There are a lot of confusing terms to wrap your head around when you apply for a housing loan, and debt-to-income ratio — usually shortened to DTI — is one of the most important. It quietly sits behind almost every approval decision a bank makes, yet it's rarely explained to borrowers. Understanding it can be the difference between getting your dream home approved and being turned away.
What is debt-to-income ratio?
Debt-to-income ratio is the percentage of a borrower's monthly income that a bank is comfortable seeing go toward debt. Think of it as a ceiling: the bank adds up everything you'd owe each month — including the new home loan repayment — and checks that the total stays under a set share of what you earn.
In the Philippines, most banks set that ceiling somewhere between 30% and 40% of your gross monthly income. Stay under it and you're in comfortable territory. Push past it and the bank starts to worry you can't sustainably afford the new loan.
How is DTI calculated?
The maths is simple. Add up your total monthly debt repayments, divide by your gross monthly income, and multiply by 100. Here's a worked example:
- You earn ₱50,000 per month.
- Most banks would want your total monthly debt obligations — your new home loan amortisation plus any existing loans — to stay roughly between ₱15,000 and ₱20,000.
- That works out to a DTI of about 30% to 40%, depending on the bank.
The exact cap depends on the lender. Some banks hold the line at 30%, while others will stretch to 40% or weigh it alongside other factors like your income stability and credit history.
What counts as "debt" in the calculation?
When a bank works out your ratio, it doesn't just look at the home loan you're applying for. It usually counts every recurring obligation, such as:
- The proposed monthly home loan amortisation
- Existing car or auto loans
- Personal and salary loans
- Minimum monthly payments on credit cards
- Other regular financing commitments
That's why two people on the same salary can get very different answers — the one carrying less existing debt has more room under the bank's ceiling.
Why DTI matters so much
Here's the part most borrowers don't realise: your DTI can be the single factor that gets your application declined by one bank but approved by another. Because each bank sets its own threshold, the same person with the same income and the same debts can match one lender's criteria and fall just outside another's.
A lower ratio tells the bank you can comfortably manage the new repayment, which strengthens your application and may unlock a larger loan or a sharper rate. A higher ratio signals you're already stretched, so the bank may shrink the amount it's willing to lend — or say no altogether.
The catch: banks don't advertise their DTI
You'd think you could just look up each bank's limit and apply to the right one. Unfortunately, banks don't outline every part of their decision-making process — and for good reason. Home loans are complicated, and the debt-to-income ratio is only one piece of a much larger assessment. It's simply not something lenders publish.
So on your own, the only sure way to find out whether you meet a bank's DTI is to go through the entire application process and wait for that bank to come back to you. If they decline you, you start again with the next bank. That's slow, stressful, and discouraging.
Not sure if you'd pass the bank's DTI?
Chat with a Nook loan consultant and we'll work out which banks you match in minutes — then we handle the whole application for you. 100% free.
Chat to an agent →There's a faster way — and it's free
Instead of guessing your way through one bank at a time, this is exactly what a mortgage broker like Nook does for you. When you chat with us, a dedicated loan consultant can work out whether you meet each partner bank's debt-to-income criteria — usually in a matter of minutes — and tell you which lenders you qualify with.
From there, Nook compares 20+ banks, matches you to the lender most likely to approve you, and then runs the entire application on your behalf. You don't fill in bank forms, queue at branches, or chase follow-ups — we do all of it, so you can stay home while your loan moves forward.
Best of all, it costs you nothing. Nook is the Philippines' original and award-winning mortgage broker, and the service is 100% free to you because the bank pays us a commission only once your home loan is released. Knowing your debt-to-income ratio is one part of the puzzle — letting Nook handle the rest is how you actually get into your home.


▶ **Task requirements**
Since the entries below must stay intact, return each one exactly.

Entries from a dataset of interfaces:
*** Block opens ***

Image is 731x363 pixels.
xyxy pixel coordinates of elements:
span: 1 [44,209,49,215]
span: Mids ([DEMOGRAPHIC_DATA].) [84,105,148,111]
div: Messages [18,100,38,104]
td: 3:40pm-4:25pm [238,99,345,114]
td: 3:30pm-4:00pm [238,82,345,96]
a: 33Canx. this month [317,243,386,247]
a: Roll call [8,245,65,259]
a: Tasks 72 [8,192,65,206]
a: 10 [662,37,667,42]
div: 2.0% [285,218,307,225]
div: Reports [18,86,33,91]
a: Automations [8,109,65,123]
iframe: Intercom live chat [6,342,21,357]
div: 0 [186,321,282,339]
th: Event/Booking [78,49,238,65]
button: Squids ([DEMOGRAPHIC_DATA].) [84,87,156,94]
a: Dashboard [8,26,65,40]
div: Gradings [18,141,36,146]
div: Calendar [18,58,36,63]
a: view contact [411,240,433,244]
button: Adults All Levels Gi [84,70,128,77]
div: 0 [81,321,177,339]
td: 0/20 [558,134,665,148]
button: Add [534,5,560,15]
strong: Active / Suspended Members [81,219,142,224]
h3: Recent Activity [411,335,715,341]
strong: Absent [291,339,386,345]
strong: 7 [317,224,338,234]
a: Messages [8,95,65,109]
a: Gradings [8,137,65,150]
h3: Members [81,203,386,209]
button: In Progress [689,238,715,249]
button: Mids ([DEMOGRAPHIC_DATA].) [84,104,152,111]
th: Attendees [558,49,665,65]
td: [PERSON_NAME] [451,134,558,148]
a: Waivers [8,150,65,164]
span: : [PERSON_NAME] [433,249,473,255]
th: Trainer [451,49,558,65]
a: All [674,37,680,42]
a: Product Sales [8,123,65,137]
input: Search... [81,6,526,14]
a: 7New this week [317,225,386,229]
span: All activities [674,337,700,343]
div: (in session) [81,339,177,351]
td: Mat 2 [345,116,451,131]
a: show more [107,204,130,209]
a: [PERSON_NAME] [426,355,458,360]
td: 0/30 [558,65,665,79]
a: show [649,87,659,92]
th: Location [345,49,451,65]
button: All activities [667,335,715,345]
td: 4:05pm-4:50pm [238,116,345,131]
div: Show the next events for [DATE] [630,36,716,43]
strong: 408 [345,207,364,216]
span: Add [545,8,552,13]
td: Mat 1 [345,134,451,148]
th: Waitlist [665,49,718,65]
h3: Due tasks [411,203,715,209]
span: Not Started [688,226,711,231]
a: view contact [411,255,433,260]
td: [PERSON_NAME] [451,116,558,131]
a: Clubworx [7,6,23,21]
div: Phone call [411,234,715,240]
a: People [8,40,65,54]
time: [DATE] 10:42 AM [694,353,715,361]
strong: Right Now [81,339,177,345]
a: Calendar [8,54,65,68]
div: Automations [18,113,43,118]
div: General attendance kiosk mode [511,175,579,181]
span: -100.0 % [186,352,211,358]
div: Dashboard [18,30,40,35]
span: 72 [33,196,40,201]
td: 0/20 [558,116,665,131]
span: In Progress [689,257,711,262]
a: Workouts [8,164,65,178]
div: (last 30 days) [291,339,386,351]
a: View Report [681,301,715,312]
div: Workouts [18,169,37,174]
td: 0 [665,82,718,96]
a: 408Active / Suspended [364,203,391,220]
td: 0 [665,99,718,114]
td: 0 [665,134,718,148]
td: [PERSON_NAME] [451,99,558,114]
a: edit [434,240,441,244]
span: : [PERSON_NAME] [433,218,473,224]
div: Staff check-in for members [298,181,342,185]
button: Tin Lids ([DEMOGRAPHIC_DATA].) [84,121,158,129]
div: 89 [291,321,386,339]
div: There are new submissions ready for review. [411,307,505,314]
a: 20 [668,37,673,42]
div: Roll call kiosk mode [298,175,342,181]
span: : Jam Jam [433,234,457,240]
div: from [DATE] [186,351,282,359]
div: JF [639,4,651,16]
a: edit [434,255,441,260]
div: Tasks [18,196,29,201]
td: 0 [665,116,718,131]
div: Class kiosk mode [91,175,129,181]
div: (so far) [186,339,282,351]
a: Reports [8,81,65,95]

*** Block closes ***

▶ **Exercise solution**
Image is 731x363 pixels.
xyxy pixel coordinates of elements:
span: 1 [44,209,49,215]
span: Mids ([DEMOGRAPHIC_DATA].) [84,105,148,111]
div: Messages [18,100,38,104]
td: 3:40pm-4:25pm [238,99,345,114]
td: 3:30pm-4:00pm [238,82,345,96]
a: 33Canx. this month [317,243,386,247]
a: Roll call [8,245,65,259]
a: Tasks 72 [8,192,65,206]
a: 10 [662,37,667,42]
div: 2.0% [285,218,307,225]
div: Reports [18,86,33,91]
a: Automations [8,109,65,123]
iframe: Intercom live chat [6,342,21,357]
div: 0 [186,321,282,339]
th: Event/Booking [78,49,238,65]
button: Squids ([DEMOGRAPHIC_DATA].) [84,87,156,94]
a: Dashboard [8,26,65,40]
div: Gradings [18,141,36,146]
div: Calendar [18,58,36,63]
a: view contact [411,240,433,244]
button: Adults All Levels Gi [84,70,128,77]
div: 0 [81,321,177,339]
td: 0/20 [558,134,665,148]
button: Add [534,5,560,15]
strong: Active / Suspended Members [81,219,142,224]
h3: Recent Activity [411,335,715,341]
strong: Absent [291,339,386,345]
strong: 7 [317,224,338,234]
a: Messages [8,95,65,109]
a: Gradings [8,137,65,150]
h3: Members [81,203,386,209]
button: In Progress [689,238,715,249]
button: Mids ([DEMOGRAPHIC_DATA].) [84,104,152,111]
th: Attendees [558,49,665,65]
td: [PERSON_NAME] [451,134,558,148]
a: Waivers [8,150,65,164]
span: : [PERSON_NAME] [433,249,473,255]
th: Trainer [451,49,558,65]
a: All [674,37,680,42]
a: Product Sales [8,123,65,137]
input: Search... [81,6,526,14]
a: 7New this week [317,225,386,229]
span: All activities [674,337,700,343]
div: (in session) [81,339,177,351]
td: Mat 2 [345,116,451,131]
a: show more [107,204,130,209]
a: [PERSON_NAME] [426,355,458,360]
td: 0/30 [558,65,665,79]
a: show [649,87,659,92]
th: Location [345,49,451,65]
button: All activities [667,335,715,345]
td: 4:05pm-4:50pm [238,116,345,131]
div: Show the next events for [DATE] [630,36,716,43]
strong: 408 [345,207,364,216]
span: Add [545,8,552,13]
td: Mat 1 [345,134,451,148]
th: Waitlist [665,49,718,65]
h3: Due tasks [411,203,715,209]
span: Not Started [688,226,711,231]
a: view contact [411,255,433,260]
td: [PERSON_NAME] [451,116,558,131]
a: Clubworx [7,6,23,21]
div: Phone call [411,234,715,240]
a: People [8,40,65,54]
time: [DATE] 10:42 AM [694,353,715,361]
strong: Right Now [81,339,177,345]
a: Calendar [8,54,65,68]
div: Automations [18,113,43,118]
div: General attendance kiosk mode [511,175,579,181]
span: -100.0 % [186,352,211,358]
div: Dashboard [18,30,40,35]
span: 72 [33,196,40,201]
td: 0/20 [558,116,665,131]
span: In Progress [689,257,711,262]
a: Workouts [8,164,65,178]
div: (last 30 days) [291,339,386,351]
a: View Report [681,301,715,312]
div: Workouts [18,169,37,174]
td: 0 [665,82,718,96]
a: 408Active / Suspended [364,203,391,220]
td: 0 [665,99,718,114]
td: 0 [665,134,718,148]
td: [PERSON_NAME] [451,99,558,114]
a: edit [434,240,441,244]
span: : [PERSON_NAME] [433,218,473,224]
div: Staff check-in for members [298,181,342,185]
button: Tin Lids ([DEMOGRAPHIC_DATA].) [84,121,158,129]
div: 89 [291,321,386,339]
div: There are new submissions ready for review. [411,307,505,314]
a: 20 [668,37,673,42]
div: Roll call kiosk mode [298,175,342,181]
span: : Jam Jam [433,234,457,240]
div: from [DATE] [186,351,282,359]
div: JF [639,4,651,16]
a: edit [434,255,441,260]
div: Tasks [18,196,29,201]
td: 0 [665,116,718,131]
div: Class kiosk mode [91,175,129,181]
div: (so far) [186,339,282,351]
a: Reports [8,81,65,95]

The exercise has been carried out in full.